As Clark explores further into the backrooms, he finds more of the same. Each of the rooms have hallways, but the hallways lead to more hallways and the rooms serve no purpose. Couches appear would no one would place them, let alone sit in them. Windows let in no light and let no one look through.
To his credit, Parsons doesn’t offer an explanation for how or why the space works. Even the scientist (Mark Duplass) who rescues Mary at the end has no real insight into the space’s function. Instead, we just know that the space remembers things, and as it returns to each memory, it gets something wrong. It hyper-fixates on a specific detail while overlooking the generalities. So we see a room with chairs, but the chairs are scattered in front of the door or stacked up one another. We see a bathroom with a line of sinks in the middle and a tub sunk into the floor.
The horrors climax with four people: a small man fused to his wheelchair who can only turn on a light, a large man with cascading eyes and noses, a woman with a shuddering effect on her face, and lumbering, giant recreation of Clark in his pirate costume.
These images bring to mind the images that have littered the internet since techies started really pushing generative AI as a creative tool, bodies that blend together as they move past each other and arms jutting out of nowhere, topped by hands with too many fingers. Or, more befitting the “copy of a copy” language of Backrooms, they recall the game where users ask ChatGPT to replicate an image, each result growing more grotesque.
As that last example underscores, most people have been making ChatGPT replicas as a type of a game. But the terror invoked by the uncanny in Backrooms shows that there’s nothing funny about it at all. AI has no concept of the human, and thus its attempts to replicate life only make a mockery of humanity, twisting and reflecting in ways that feel all the more monstrous because of how normal it wants to be. When we look at an AI image, whether Owen Wilson staring dead-eyed in a simulacrum of Wes Anderson directing Star Wars or a fake pitch woman selling home improvement services, we feel ourselves slightly diminished, and it’s terrifying.
Moving Forward, Better
Of course, nothing in the text of Backrooms is about AI. Instead, the movie is explicitly about holding to memories and refusing to evolve. In perhaps the most heartbreaking moment of the film, Clark submits to the nightmare of conformity that he’s confused for safety, declaring to Mary, “I don’t want to change.”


The listing below should be printed exactly, every line of it. Skip the pictures.

━━━━━━━━━━━━━━━━

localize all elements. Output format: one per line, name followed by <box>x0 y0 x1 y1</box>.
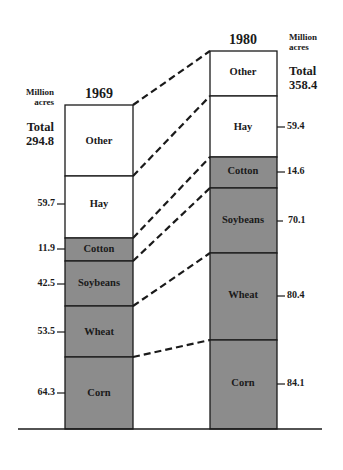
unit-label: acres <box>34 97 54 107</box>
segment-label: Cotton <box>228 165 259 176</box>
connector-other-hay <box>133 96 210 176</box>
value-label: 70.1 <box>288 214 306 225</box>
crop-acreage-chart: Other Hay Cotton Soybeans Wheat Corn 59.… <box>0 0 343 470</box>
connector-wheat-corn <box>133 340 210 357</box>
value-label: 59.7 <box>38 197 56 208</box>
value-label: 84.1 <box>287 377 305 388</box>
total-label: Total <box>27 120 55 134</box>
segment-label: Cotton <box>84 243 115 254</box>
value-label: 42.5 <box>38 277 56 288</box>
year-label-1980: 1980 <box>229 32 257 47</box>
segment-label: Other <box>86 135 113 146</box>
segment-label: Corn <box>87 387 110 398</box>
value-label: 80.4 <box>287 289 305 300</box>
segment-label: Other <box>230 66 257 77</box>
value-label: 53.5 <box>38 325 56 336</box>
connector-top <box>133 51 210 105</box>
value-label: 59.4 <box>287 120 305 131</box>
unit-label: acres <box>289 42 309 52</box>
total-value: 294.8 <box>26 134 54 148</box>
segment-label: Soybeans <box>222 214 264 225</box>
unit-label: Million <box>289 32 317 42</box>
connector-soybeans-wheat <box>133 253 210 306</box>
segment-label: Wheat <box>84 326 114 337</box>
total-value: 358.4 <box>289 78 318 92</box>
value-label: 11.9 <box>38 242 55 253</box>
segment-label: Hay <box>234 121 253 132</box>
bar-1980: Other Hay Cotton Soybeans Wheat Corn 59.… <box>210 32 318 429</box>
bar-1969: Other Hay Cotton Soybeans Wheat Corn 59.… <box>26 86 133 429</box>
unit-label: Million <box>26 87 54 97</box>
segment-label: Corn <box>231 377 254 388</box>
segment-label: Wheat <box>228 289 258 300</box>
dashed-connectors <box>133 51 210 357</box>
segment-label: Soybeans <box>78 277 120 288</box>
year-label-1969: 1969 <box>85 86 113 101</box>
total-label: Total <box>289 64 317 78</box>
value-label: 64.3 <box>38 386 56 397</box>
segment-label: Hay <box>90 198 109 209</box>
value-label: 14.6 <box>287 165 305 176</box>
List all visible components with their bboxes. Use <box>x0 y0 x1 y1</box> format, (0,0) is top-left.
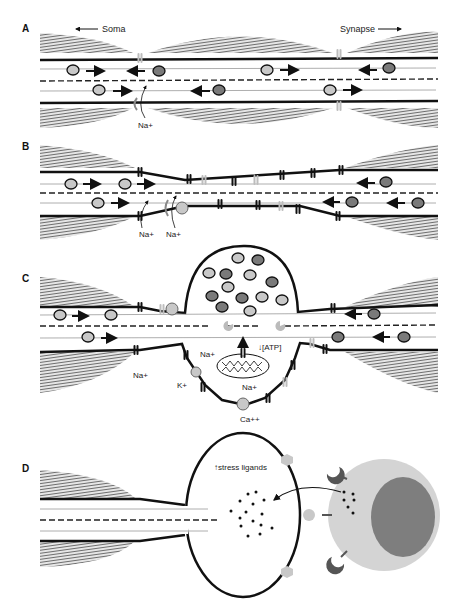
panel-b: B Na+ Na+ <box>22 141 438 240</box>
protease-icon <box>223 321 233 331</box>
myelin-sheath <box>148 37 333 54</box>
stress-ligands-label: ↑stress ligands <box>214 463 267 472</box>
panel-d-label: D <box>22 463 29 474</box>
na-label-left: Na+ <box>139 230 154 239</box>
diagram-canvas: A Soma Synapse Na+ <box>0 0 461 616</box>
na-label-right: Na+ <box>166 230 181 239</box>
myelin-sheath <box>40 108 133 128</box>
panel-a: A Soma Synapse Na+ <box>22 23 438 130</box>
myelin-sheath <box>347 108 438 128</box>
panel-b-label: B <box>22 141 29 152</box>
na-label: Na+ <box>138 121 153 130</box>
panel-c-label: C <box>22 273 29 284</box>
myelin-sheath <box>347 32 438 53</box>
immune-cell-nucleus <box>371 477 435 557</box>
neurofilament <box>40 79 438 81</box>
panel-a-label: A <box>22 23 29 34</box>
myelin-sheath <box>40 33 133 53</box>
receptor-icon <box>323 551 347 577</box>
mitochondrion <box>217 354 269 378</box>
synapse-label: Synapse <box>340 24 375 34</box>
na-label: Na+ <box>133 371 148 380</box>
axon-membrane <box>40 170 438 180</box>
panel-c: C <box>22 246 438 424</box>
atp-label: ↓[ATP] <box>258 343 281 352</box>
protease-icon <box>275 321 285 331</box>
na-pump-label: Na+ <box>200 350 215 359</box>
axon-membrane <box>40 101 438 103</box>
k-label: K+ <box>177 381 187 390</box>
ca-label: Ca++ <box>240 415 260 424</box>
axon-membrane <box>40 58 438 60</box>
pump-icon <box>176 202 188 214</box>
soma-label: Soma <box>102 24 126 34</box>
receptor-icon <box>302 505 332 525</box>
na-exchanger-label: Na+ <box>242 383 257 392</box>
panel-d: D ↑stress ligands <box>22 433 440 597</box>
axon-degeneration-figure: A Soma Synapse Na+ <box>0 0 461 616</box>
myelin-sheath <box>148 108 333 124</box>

━━━━━━━━━━━━━━━━

▶ [RESULT BELOW]
localize all elements. Output format: one per line, name followed by <box>x0 y0 x1 y1</box>.
unit-label: acres <box>34 97 54 107</box>
segment-label: Cotton <box>228 165 259 176</box>
connector-other-hay <box>133 96 210 176</box>
value-label: 70.1 <box>288 214 306 225</box>
crop-acreage-chart: Other Hay Cotton Soybeans Wheat Corn 59.… <box>0 0 343 470</box>
connector-wheat-corn <box>133 340 210 357</box>
value-label: 59.7 <box>38 197 56 208</box>
value-label: 84.1 <box>287 377 305 388</box>
total-label: Total <box>27 120 55 134</box>
segment-label: Cotton <box>84 243 115 254</box>
value-label: 42.5 <box>38 277 56 288</box>
year-label-1980: 1980 <box>229 32 257 47</box>
segment-label: Other <box>86 135 113 146</box>
segment-label: Corn <box>87 387 110 398</box>
value-label: 80.4 <box>287 289 305 300</box>
segment-label: Other <box>230 66 257 77</box>
value-label: 53.5 <box>38 325 56 336</box>
connector-top <box>133 51 210 105</box>
value-label: 59.4 <box>287 120 305 131</box>
unit-label: acres <box>289 42 309 52</box>
total-value: 294.8 <box>26 134 54 148</box>
segment-label: Soybeans <box>222 214 264 225</box>
unit-label: Million <box>289 32 317 42</box>
connector-soybeans-wheat <box>133 253 210 306</box>
segment-label: Wheat <box>84 326 114 337</box>
total-value: 358.4 <box>289 78 318 92</box>
value-label: 11.9 <box>38 242 55 253</box>
segment-label: Hay <box>234 121 253 132</box>
bar-1980: Other Hay Cotton Soybeans Wheat Corn 59.… <box>210 32 318 429</box>
bar-1969: Other Hay Cotton Soybeans Wheat Corn 59.… <box>26 86 133 429</box>
unit-label: Million <box>26 87 54 97</box>
segment-label: Corn <box>231 377 254 388</box>
segment-label: Wheat <box>228 289 258 300</box>
dashed-connectors <box>133 51 210 357</box>
segment-label: Soybeans <box>78 277 120 288</box>
year-label-1969: 1969 <box>85 86 113 101</box>
total-label: Total <box>289 64 317 78</box>
value-label: 64.3 <box>38 386 56 397</box>
segment-label: Hay <box>90 198 109 209</box>
value-label: 14.6 <box>287 165 305 176</box>
List all visible components with their bboxes. Use <box>x0 y0 x1 y1</box> format, (0,0) is top-left.
panel-b: B Na+ Na+ <box>22 141 438 240</box>
protease-icon <box>223 321 233 331</box>
myelin-sheath <box>148 37 333 54</box>
stress-ligands-label: ↑stress ligands <box>214 463 267 472</box>
panel-d-label: D <box>22 463 29 474</box>
na-label-left: Na+ <box>139 230 154 239</box>
diagram-canvas: A Soma Synapse Na+ <box>0 0 461 616</box>
na-label-right: Na+ <box>166 230 181 239</box>
myelin-sheath <box>40 108 133 128</box>
panel-a: A Soma Synapse Na+ <box>22 23 438 130</box>
myelin-sheath <box>347 108 438 128</box>
panel-b-label: B <box>22 141 29 152</box>
na-label: Na+ <box>138 121 153 130</box>
panel-c-label: C <box>22 273 29 284</box>
myelin-sheath <box>347 32 438 53</box>
immune-cell-nucleus <box>371 477 435 557</box>
neurofilament <box>40 79 438 81</box>
panel-a-label: A <box>22 23 29 34</box>
myelin-sheath <box>40 33 133 53</box>
receptor-icon <box>323 551 347 577</box>
mitochondrion <box>217 354 269 378</box>
synapse-label: Synapse <box>340 24 375 34</box>
na-label: Na+ <box>133 371 148 380</box>
axon-membrane <box>40 170 438 180</box>
panel-c: C <box>22 246 438 424</box>
atp-label: ↓[ATP] <box>258 343 281 352</box>
protease-icon <box>275 321 285 331</box>
na-pump-label: Na+ <box>200 350 215 359</box>
axon-membrane <box>40 101 438 103</box>
k-label: K+ <box>177 381 187 390</box>
ca-label: Ca++ <box>240 415 260 424</box>
axon-membrane <box>40 58 438 60</box>
pump-icon <box>176 202 188 214</box>
soma-label: Soma <box>102 24 126 34</box>
receptor-icon <box>302 505 332 525</box>
na-exchanger-label: Na+ <box>242 383 257 392</box>
panel-d: D ↑stress ligands <box>22 433 440 597</box>
axon-degeneration-figure: A Soma Synapse Na+ <box>0 0 461 616</box>
myelin-sheath <box>148 108 333 124</box>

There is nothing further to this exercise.